Samara Reck-Peterson is an American cell biologist and biophysicist. She is a Professor of Cellular and Molecular Medicine and Cell and Developmental Biology at the University of California, San Diego and an Investigator of the Howard Hughes Medical Institute. She is known for her contributions to our understanding of how dynein, an exceptionally large motor protein that moves many intracellular cargos,[1] works and is regulated. She developed one of the first systems to produce recombinant dynein[2] and discovered that, unlike other cytoskeletal motors, dynein can take a wide variety of step sizes, forward and back and even sideways.[2][3] She lives in San Diego, California.
Early life and education
Reck-Peterson was educated at Litchfield High School in Litchfield, Minnesota, where she served as senior class president and graduated as salutatorian in 1989. She was an all-state track and cross-country runner and team captain.[4] She was inducted into the Litchfield High School Hall of Fame in 2017.[4]
Career
Reck-Peterson became interested in molecular motors when she took the Physiology Course at the Marine Biological Laboratory at Woods Hole, Massachusetts. She chose the motor protein myosin as the topic of her Ph.D. work in the laboratories of Mark Mooseker and Peter Novick at Yale University. Her work focused on the class V myosins, which have multiple functions in the cell ranging from mRNA transport to cell polarity and membrane trafficking.[5] She developed a modified in vitromotility assay to show that both Myo2p and Myo4p class V myosins in yeast appear to be non-processive motors in the absence of additional regulation, unlike their vertebrate counterparts.[6]

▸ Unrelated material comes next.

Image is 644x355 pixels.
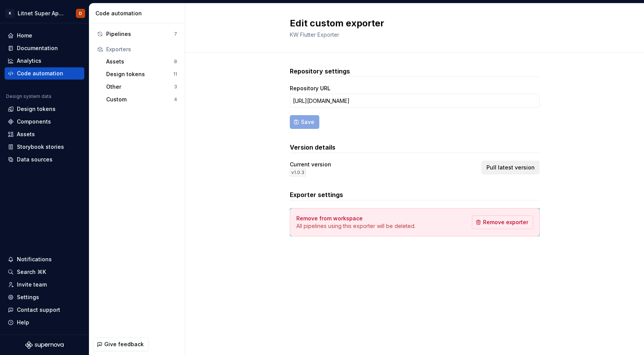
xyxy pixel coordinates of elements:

In 2001, Reck-Peterson moved to UCSF to pursue post-doctoral studies with Ronald Vale. She began to work on dynein, a molecular motor that transports cargoes such as proteins, organelles and messenger RNAs to locations where they are needed in the cell. Dynein uses the energy stored in ATP to move towards the "minus end" of microtubules. Defects in dyneins and their regulatory proteins lead to neurodevelopmental and neurodegenerative diseases, showing the importance of microtubule-based transport in long cells such as neurons.[7] Reck-Peterson used single-molecule techniques to examine the stepping behavior of dynein, finding that isolated dynein can step forwards, backwards and even sideways.[2]
In 2007, Reck-Peterson joined the Department of Cell Biology at Harvard Medical School as an assistant professor. She continued to study the mechanism of dynein-mediated transport.[8] Using DNA origami, she created artificial cargos that could be programmed to load onto multiple types of motors, and used these to create competition, or a "tug of war", between motors.[9] She used an assay for long-distance microtubule-based transport in the long, highly polarized hyphae of Aspergillus nidulans[10] to show that Lis-1 is an initiation factor for dynein-mediated transport,[11] and to show that some cargos of microtubule-based motors hitchhike on others.[12] Mutants in the gene encoding Lis-1 are one cause of lissencephaly, a severe brain disorder. In collaboration with Andres Leschziner, she showed that Lis-1 regulates the interaction between dynein and the microtubule in two different ways,[13][14] and determined the structural basis for the switch between microtubule binding and microtubule release.[15]
^Reck-Peterson, S. L.; Provance, D. W.; Mooseker, M. S.; Mercer, J. A. (2000-03-17). "Class V myosins". Biochimica et Biophysica Acta (BBA) - Molecular Cell Research. 1496 (1): 36–51. doi:10.1016/s0167-4889(00)00007-0. ISSN0006-3002. PMID10722875.